BootStomp: On the Security of Bootloaders in Mobile Devices

By Aravind Machiry , Dipanjan Das , Nilo Redini , Yanick Fratantonio , Antonio Bianchi , Eric Gustafson , Yan Shoshitaishvali , Christopher Kruegel , Giovanni Vigna on 17 Aug 2017 @ Usenix
📊 Presentation 📄 Whitepaper 📹 Video 🔗 Link
#firmware-analysis #embedded-security #binary-analysis #mobile-pentesting
Focus Areas: 🔧 Hardware Security , 📡 IoT Security , 📱 Mobile Security , 🔬 Reverse Engineering

Presentation Material

Abstract

Modern mobile bootloaders play an important role in both the function and the security of the device. They help ensure the Chain of Trust (CoT), where each stage of the boot process verifies the integrity and origin of the following stage before executing it. This process, in theory, should be immune even to attackers gaining full control over the operating system, and should prevent persistent compromise of a device’s CoT. However, not only do these bootloaders necessarily need to take untrusted input from an attacker in control of the OS in the process of performing their function, but also many of their verification steps can be disabled (“unlocked”) to allow for development and user customization. Applying traditional analyses on bootloaders is problematic, as hardware dependencies hinder dynamic analysis, and the size, complexity, and opacity of the code involved preclude the usage of many previous techniques.

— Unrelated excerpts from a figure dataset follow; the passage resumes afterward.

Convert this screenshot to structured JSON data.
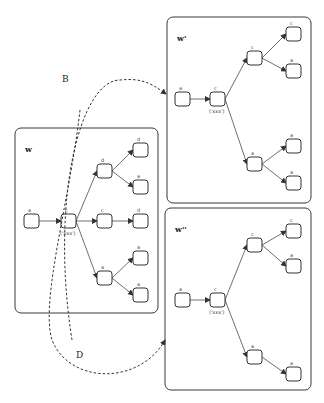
{
  "diagram": {
    "type": "state-transition",
    "colors": {
      "stroke": "#333333",
      "background": "#ffffff"
    },
    "worlds": [
      {
        "id": "w",
        "label": "w",
        "frame": {
          "x": 15,
          "y": 128,
          "w": 143,
          "h": 185
        },
        "nodes": [
          {
            "id": "w-a",
            "label": "a",
            "x": 24,
            "y": 214
          },
          {
            "id": "w-c",
            "label": "c",
            "sub": "('xxx')",
            "x": 61,
            "y": 214
          },
          {
            "id": "w-d1",
            "label": "d",
            "x": 97,
            "y": 164
          },
          {
            "id": "w-d1a",
            "label": "d",
            "x": 133,
            "y": 143
          },
          {
            "id": "w-d1b",
            "label": "a",
            "x": 133,
            "y": 180
          },
          {
            "id": "w-c2",
            "label": "c",
            "x": 97,
            "y": 214
          },
          {
            "id": "w-c2a",
            "label": "d",
            "x": 133,
            "y": 214
          },
          {
            "id": "w-a3",
            "label": "a",
            "x": 97,
            "y": 271
          },
          {
            "id": "w-a3a",
            "label": "a",
            "x": 133,
            "y": 251
          },
          {
            "id": "w-a3b",
            "label": "a",
            "x": 133,
            "y": 288
          }
        ],
        "edges": [
          [
            "w-a",
            "w-c"
          ],
          [
            "w-c",
            "w-d1"
          ],
          [
            "w-c",
            "w-c2"
          ],
          [
            "w-c",
            "w-a3"
          ],
          [
            "w-d1",
            "w-d1a"
          ],
          [
            "w-d1",
            "w-d1b"
          ],
          [
            "w-c2",
            "w-c2a"
          ],
          [
            "w-a3",
            "w-a3a"
          ],
          [
            "w-a3",
            "w-a3b"
          ]
        ]
      },
      {
        "id": "w1",
        "label": "w'",
        "frame": {
          "x": 167,
          "y": 17,
          "w": 144,
          "h": 186
        },
        "nodes": [
          {
            "id": "w1-a",
            "label": "a",
            "x": 175,
            "y": 92
          },
          {
            "id": "w1-c",
            "label": "c",
            "sub": "('xxx')",
            "x": 210,
            "y": 92
          },
          {
            "id": "w1-t",
            "label": "c",
            "x": 247,
            "y": 51
          },
          {
            "id": "w1-ta",
            "label": "c",
            "x": 286,
            "y": 27
          },
          {
            "id": "w1-tb",
            "label": "a",
            "x": 286,
            "y": 64
          },
          {
            "id": "w1-b",
            "label": "a",
            "x": 247,
            "y": 157
          },
          {
            "id": "w1-ba",
            "label": "a",
            "x": 286,
            "y": 139
          },
          {
            "id": "w1-bb",
            "label": "a",
            "x": 286,
            "y": 176
          }
        ],
        "edges": [
          [
            "w1-a",
            "w1-c"
          ],
          [
            "w1-c",
            "w1-t"
          ],
          [
            "w1-c",
            "w1-b"
          ],
          [
            "w1-t",
            "w1-ta"
          ],
          [
            "w1-t",
            "w1-tb"
          ],
          [
            "w1-b",
            "w1-ba"
          ],
          [
            "w1-b",
            "w1-bb"
          ]
        ]
      },
      {
        "id": "w2",
        "label": "w''",
        "frame": {
          "x": 165,
          "y": 208,
          "w": 146,
          "h": 182
        },
        "nodes": [
          {
            "id": "w2-a",
            "label": "a",
            "x": 175,
            "y": 293
          },
          {
            "id": "w2-c",
            "label": "c",
            "sub": "('xxx')",
            "x": 210,
            "y": 293
          },
          {
            "id": "w2-t",
            "label": "c",
            "x": 247,
            "y": 238
          },
          {
            "id": "w2-ta",
            "label": "c",
            "x": 286,
            "y": 224
          },
          {
            "id": "w2-tb",
            "label": "a",
            "x": 286,
            "y": 259
          },
          {
            "id": "w2-b",
            "label": "a",
            "x": 247,
            "y": 350
          },
          {
            "id": "w2-ba",
            "label": "a",
            "x": 286,
            "y": 367
          }
        ],
        "edges": [
          [
            "w2-a",
            "w2-c"
          ],
          [
            "w2-c",
            "w2-t"
          ],
          [
            "w2-c",
            "w2-b"
          ],
          [
            "w2-t",
            "w2-ta"
          ],
          [
            "w2-t",
            "w2-tb"
          ],
          [
            "w2-b",
            "w2-ba"
          ]
        ]
      }
    ],
    "transitions": [
      {
        "label": "B",
        "from": "w",
        "to": "w1",
        "path": "M 72 340 C 50 200, 80 80, 120 80 C 140 78, 150 82, 166 94",
        "label_x": 62,
        "label_y": 82
      },
      {
        "label": "D",
        "from": "w",
        "to": "w2",
        "path": "M 80 110 C 70 200, 40 300, 52 340 C 70 385, 140 385, 165 340",
        "label_x": 76,
        "label_y": 358
      }
    ]
  }
}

In this paper, we explore vulnerabilities in both the design and implementation of mobile bootloaders. We examine bootloaders from four popular manufacturers, and discuss the standards and design principles that they strive to achieve. We then propose BOOTSTOMP, a multi-tag taint analysis resulting from a novel combination of static analyses and dynamic symbolic execution, designed to locate problematic areas where input from an attacker in control of the OS can compromise the bootloader’s execution, or its security features. Using our tool, we find six previously-unknown vulnerabilities (of which five have been confirmed by the respective vendors), as well as rediscover one that had been previously reported. Some of these vulnerabilities would allow an attacker to execute arbitrary code as part of the bootloader (thus compromising the entire chain of trust), or to perform permanent denial-of-service attacks. Our tool also identified two bootloader vulnerabilities that can be leveraged by an attacker with root privileges on the OS to unlock the device and break the CoT. We conclude by proposing simple mitigation steps that can be implemented by manufacturers to safeguard the bootloader and OS from all of the discovered attacks, using already deployed hardware features.

AI Generated Summary

This research investigates the security of Android bootloaders, focusing on violations of critical safety properties such as immutable chain-of-trust verification and secure bootloader unlocking mechanisms. The study assumes an attacker with root privileges on the Android OS and examines how compromised OS components can manipulate bootloader behavior via persistent storage.

The authors present BootsStomp, an automatic static binary analysis tool designed to identify vulnerabilities in proprietary bootloader blobs. It employs multi-tag taint analysis guided by under-constrained dynamic symbolic execution. The tool automatically identifies taint sources (data read from persistent storage during boot and unlock procedures) and sinks (functions enabling arbitrary memory read/write, loop control, and writes to persistent storage). It detects flows where attacker-controlled data can influence these sinks, indicating potential exploits.

Evaluation against four commercial bootloaders (Qualcomm, NVIDIA, Huawei) yielded 36 alerts, identifying seven distinct vulnerabilities, including six zero-day flaws. These vulnerabilities enable arbitrary code execution within the bootloader’s privileged execution level (EL3), granting an attacker full device control, including peripheral configuration. The analysis also revealed multiple bootloader unlocking bypasses, where the security state stored on persistent storage could be manipulated to unlock the device without proper authorization.

Practical implications are severe: a compromised bootloader can install persistent rootkits, brick devices, or bypass hardware-backed security features. The authors propose mitigations, such as storing the security state in a replay-protected memory block (RPMB) accessible only to the bootloader. All discovered vulnerabilities were responsibly disclosed and have been patched by the respective vendors. The work demonstrates the fragility of the mobile boot chain and provides a scalable methodology for its analysis. The BootsStomp tool has been open-sourced to aid the security community.